(New page: Refers to the problem caused by exponential growth of hypervolume as a function of dimensionality. This term was coined by Richard Bellman in 1961.)
 
(copy from lect. 3)
 
Line 1: Line 1:
 
Refers to the problem caused by exponential growth of hypervolume as a function of dimensionality. This term was coined by Richard Bellman in 1961.
 
Refers to the problem caused by exponential growth of hypervolume as a function of dimensionality. This term was coined by Richard Bellman in 1961.
 +
 +
As stated in [[Lecture 3 - Bayes classification_OldKiwi]],
 +
The curse of dimensionality starts at d>17-23. There are no clusters or groupings of data points when d>17. In practice each point turns to be a cluster on its own and as a result this explodes into a high dimensional feature vectors which are impossible to handle in computation.

Latest revision as of 10:38, 17 April 2008

Refers to the problem caused by exponential growth of hypervolume as a function of dimensionality. This term was coined by Richard Bellman in 1961.

As stated in Lecture 3 - Bayes classification_OldKiwi, The curse of dimensionality starts at d>17-23. There are no clusters or groupings of data points when d>17. In practice each point turns to be a cluster on its own and as a result this explodes into a high dimensional feature vectors which are impossible to handle in computation.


Check every line below for the word "label" and copy each one that has it.

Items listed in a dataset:
+--

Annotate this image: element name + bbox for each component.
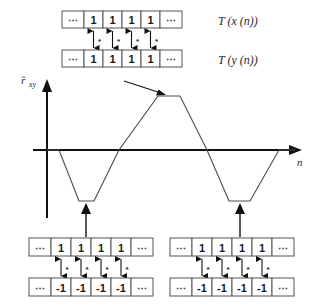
bottom-right-top-row: ⋯ 1 1 1 1 ⋯ (170, 238, 294, 256)
correlation-waveform (47, 96, 295, 201)
cell-value: -1 (116, 282, 126, 294)
bottom-right-operators: * * * * (202, 259, 271, 276)
top-label-ty: T (y (n)) (218, 53, 258, 67)
cell-value: 1 (58, 242, 64, 254)
y-axis-label-sub: xy (28, 80, 37, 89)
cell-value: ⋯ (68, 15, 78, 26)
correlation-figure: ⋯ 1 1 1 1 ⋯ * * * * (0, 0, 315, 307)
operator-symbol: * (136, 37, 140, 46)
cell-value: ⋯ (166, 15, 176, 26)
top-group-bottom-row: ⋯ 1 1 1 1 ⋯ (62, 50, 182, 67)
figure-canvas: ⋯ 1 1 1 1 ⋯ * * * * (0, 0, 315, 307)
operator-symbol: * (106, 265, 110, 274)
cell-value: ⋯ (35, 283, 45, 294)
left-trough-pointer-arrow (81, 203, 91, 237)
top-group-top-row: ⋯ 1 1 1 1 ⋯ (62, 11, 182, 28)
cell-value: ⋯ (278, 283, 288, 294)
cell-value: ⋯ (137, 243, 147, 254)
operator-symbol: * (247, 265, 251, 274)
x-axis-label: n (297, 156, 303, 168)
operator-symbol: * (267, 265, 271, 274)
cell-value: 1 (128, 14, 134, 26)
y-axis-arrowhead (42, 79, 52, 92)
operator-symbol: * (117, 37, 121, 46)
top-label-tx: T (x (n)) (218, 14, 258, 28)
cell-value: ⋯ (278, 243, 288, 254)
y-axis-label-main: r̂ (21, 74, 26, 86)
bottom-left-bottom-row: ⋯ -1 -1 -1 -1 ⋯ (29, 278, 153, 296)
operator-symbol: * (227, 265, 231, 274)
operator-symbol: * (126, 265, 130, 274)
cell-value: 1 (239, 242, 245, 254)
cell-value: -1 (217, 282, 227, 294)
bottom-right-group: ⋯ 1 1 1 1 ⋯ * * * * (170, 203, 294, 296)
cell-value: 1 (109, 53, 115, 65)
cell-value: 1 (128, 53, 134, 65)
cell-value: 1 (109, 14, 115, 26)
cell-value: 1 (259, 242, 265, 254)
operator-symbol: * (98, 37, 102, 46)
cell-value: 1 (98, 242, 104, 254)
cell-value: 1 (118, 242, 124, 254)
operator-symbol: * (155, 37, 159, 46)
top-group: ⋯ 1 1 1 1 ⋯ * * * * (62, 11, 258, 96)
cell-value: 1 (78, 242, 84, 254)
y-axis-label: r̂ xy (21, 74, 37, 89)
right-trough-pointer-arrow (235, 203, 245, 237)
operator-symbol: * (66, 265, 70, 274)
bottom-left-top-row: ⋯ 1 1 1 1 ⋯ (29, 238, 153, 256)
cell-value: ⋯ (176, 283, 186, 294)
cell-value: ⋯ (166, 54, 176, 65)
cell-value: -1 (96, 282, 106, 294)
cell-value: ⋯ (176, 243, 186, 254)
cell-value: -1 (76, 282, 86, 294)
cell-value: -1 (56, 282, 66, 294)
cell-value: 1 (90, 53, 96, 65)
cell-value: -1 (237, 282, 247, 294)
cell-value: 1 (147, 14, 153, 26)
cell-value: ⋯ (35, 243, 45, 254)
cell-value: ⋯ (137, 283, 147, 294)
bottom-right-bottom-row: ⋯ -1 -1 -1 -1 ⋯ (170, 278, 294, 296)
cell-value: -1 (257, 282, 267, 294)
operator-symbol: * (207, 265, 211, 274)
cell-value: 1 (219, 242, 225, 254)
cell-value: 1 (199, 242, 205, 254)
bottom-left-operators: * * * * (61, 259, 130, 276)
operator-symbol: * (86, 265, 90, 274)
peak-pointer-arrow (124, 81, 166, 96)
cell-value: 1 (90, 14, 96, 26)
cell-value: ⋯ (68, 54, 78, 65)
cell-value: -1 (197, 282, 207, 294)
top-group-operators: * * * * (94, 31, 160, 48)
cell-value: 1 (147, 53, 153, 65)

+--

# Solution to this problem:
top-label-ty: T (y (n)) (218, 53, 258, 67)
y-axis-label-sub: xy (28, 80, 37, 89)
x-axis-label: n (297, 156, 303, 168)
top-label-tx: T (x (n)) (218, 14, 258, 28)
y-axis-label-main: r̂ (21, 74, 26, 86)
y-axis-label: r̂ xy (21, 74, 37, 89)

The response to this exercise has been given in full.